Why can't the BNP be prosecuted for distributing hate literature against Muslims?

on Sunday, November 11, 2012

The Nottingham-based Building For The Future blog has drawn its readers' attention to this leaflet, which has been distributed by the British National Party in Luton.

As the BFTF writer notes, the flyer "appeared to have come straight out of 1930s Germany (and BFTF does not use that analogy lightly) – with the exception that instead of hate caricatures of Jews, it was Muslims that the BNP were now choosing to portray as the evil menace in our midst".

The writer wants to know whether "this qualifies as an inciteful document and should not be allowed" and has "asked the local council and MP what (if anything) would happen if the BNP started distributing flyers like this in Nottingham".

The answer is – probably very little. In August this year a former Lib Dem parliamentary candidate named Linda Jack called for the BNP to be prosecuted for distributing the leaflet in Luton but got nowhere.

If the leaflet were directed against Jews rather than Muslims there would be a realistic prospect of the BNP being charged with inciting racial hatred. But Muslims are not covered by racial hatred legislation and have to rely on the religious hatred law, which is completely useless. On the one occasion that a BNP member has been prosecuted for inciting religious hatred he was inevitably acquitted.

There is an urgent need to amend the law against incitement to religious hatred so that it does provide effective protection for the Muslim community. However, even in the current situation there is no excuse for the police refusing to take action over leaflets like this. There would appear to be good grounds for Muslims who have received the flyer to demand that the BNP should be prosecuted for religiously aggravated harassment.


=== TASK TO CARRY OUT ===
The expected output is every line from the one containing "Search the screen for *tree*." to the end of the data below, exactly, and no other line.

Stored data entries:
****************************************
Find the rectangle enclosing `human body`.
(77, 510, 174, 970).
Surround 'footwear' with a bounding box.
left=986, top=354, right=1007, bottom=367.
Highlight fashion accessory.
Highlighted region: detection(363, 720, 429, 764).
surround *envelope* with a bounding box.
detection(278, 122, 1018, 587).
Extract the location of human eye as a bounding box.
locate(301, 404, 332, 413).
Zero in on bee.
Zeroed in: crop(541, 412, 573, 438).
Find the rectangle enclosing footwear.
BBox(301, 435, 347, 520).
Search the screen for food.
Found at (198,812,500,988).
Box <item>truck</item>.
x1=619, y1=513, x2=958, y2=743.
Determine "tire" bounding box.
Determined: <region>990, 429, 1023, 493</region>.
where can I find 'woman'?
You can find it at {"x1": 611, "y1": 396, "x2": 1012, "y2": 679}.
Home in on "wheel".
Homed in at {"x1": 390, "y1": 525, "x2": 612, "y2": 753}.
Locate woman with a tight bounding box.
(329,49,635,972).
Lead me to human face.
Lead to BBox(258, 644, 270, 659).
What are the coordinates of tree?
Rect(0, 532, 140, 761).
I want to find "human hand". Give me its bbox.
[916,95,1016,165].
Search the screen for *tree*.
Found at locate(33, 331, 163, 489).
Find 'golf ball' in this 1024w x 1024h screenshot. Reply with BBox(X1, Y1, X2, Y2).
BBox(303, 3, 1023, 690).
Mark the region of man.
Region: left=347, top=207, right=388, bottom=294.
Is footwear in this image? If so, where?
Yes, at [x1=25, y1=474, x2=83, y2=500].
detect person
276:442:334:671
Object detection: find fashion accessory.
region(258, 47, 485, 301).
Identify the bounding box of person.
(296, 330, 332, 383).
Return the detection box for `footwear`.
****************************************
=== SOLVED EXERCISE ===
Search the screen for *tree*.
Found at locate(33, 331, 163, 489).
Find 'golf ball' in this 1024w x 1024h screenshot. Reply with BBox(X1, Y1, X2, Y2).
BBox(303, 3, 1023, 690).
Mark the region of man.
Region: left=347, top=207, right=388, bottom=294.
Is footwear in this image? If so, where?
Yes, at [x1=25, y1=474, x2=83, y2=500].
detect person
276:442:334:671
Object detection: find fashion accessory.
region(258, 47, 485, 301).
Identify the bounding box of person.
(296, 330, 332, 383).
Return the detection box for `footwear`.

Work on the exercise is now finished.